95% Fraud: Why AI Startup Kled Just Banned All Nigerian Users
Nigeria has been cut off from Kled, a popular platform that pays users for their photos. The company’s founder made the tough call after discovering that 95 percent of the content coming from the region was fake.
In the world of artificial intelligence, high-quality data is like gold. AI models need millions of real human photos and videos to learn how to see the world. This created a new way for regular people to make money: a platform called Kled. Kled pays users to upload their original camera roll photos to help train these AI models. For many Nigerians, this seemed like the perfect side hustle. However, as of May 2026, the party is over. Kled has officially removed its app from the Nigerian App Store and placed an IP ban on the entire country.
What Went Wrong?
Avi Patel, the 22-year-old founder of Kled, recently shared shocking data. After reviewing a sample of 10 million uploads from Nigeria, the company found a 95 percent fraud rate. Instead of uploading unique, personal photos that AI companies need, many users were trying to “game” the system. The platform was flooded with:
Black screens: Empty photos just to trigger a payment.
Internet photos: Pictures downloaded from Google or social media that Kled does not have the right to sell.

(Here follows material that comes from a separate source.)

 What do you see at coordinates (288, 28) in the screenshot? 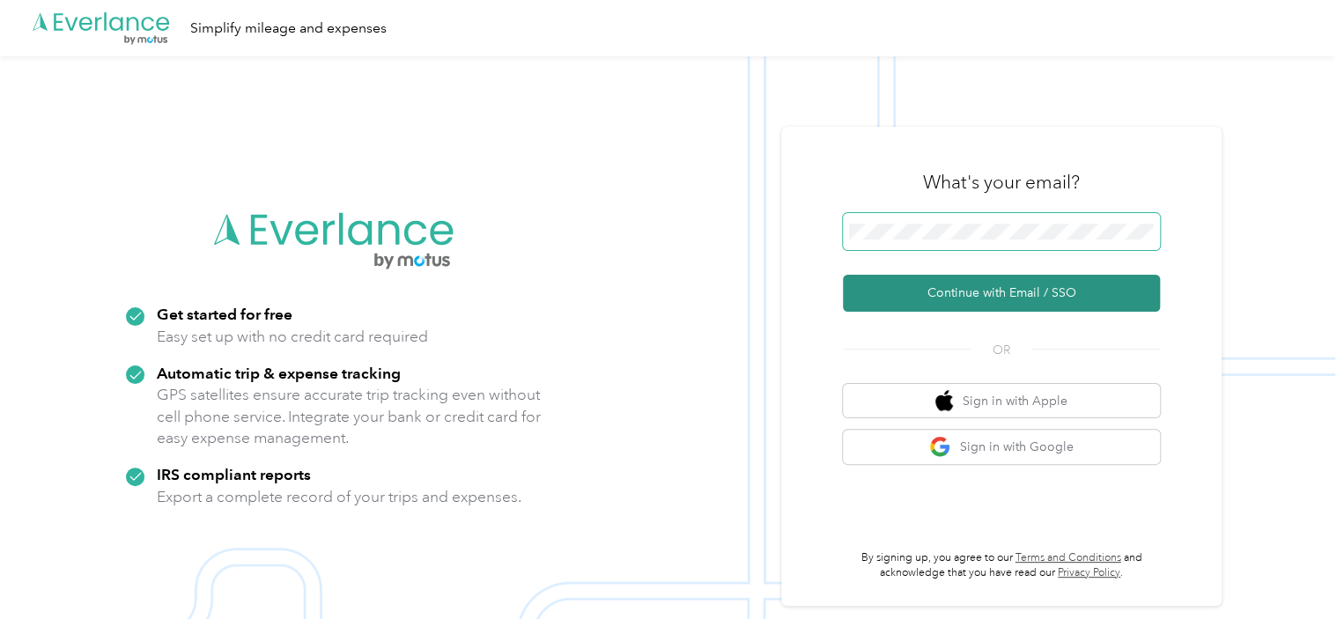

AI-generated images: Using AI to create photos to sell back to an AI company, which is useless for training.
Duplicate photos: Uploading the exact same picture hundreds of times.
While the bad data was a major problem, the breaking point for the company happened over a single weekend in early May. Kled’s verification system (KYC) was hit with thousands of fake Japanese passports and identity cards. Scammers had photoshopped Nigerian faces onto foreign documents to bypass security and create multiple accounts. Patel explained that as a growing startup, Kled simply cannot afford the high cost of manually filtering out this much “garbage data.”
A Tough Lesson in Trust
This ban is a blow to honest Nigerian users who were using the app correctly. Patel noted that while countries like Malaysia and Indonesia have fraud rates below 10 percent, Nigeria’s massive 95 percent rate made the region “unmanageable.”
The founder has stated that the ban is not necessarily permanent. Kled hopes to return to the Nigerian market in the future, but only after they build much stronger tools to catch scammers. For now, the story of Kled in Nigeria serves as a reminder: in the digital economy, trust is just as valuable as the data itself.
Do you think it is fair for a company to ban an entire country because of a high fraud rate, or should they find a way to only punish the bad actors?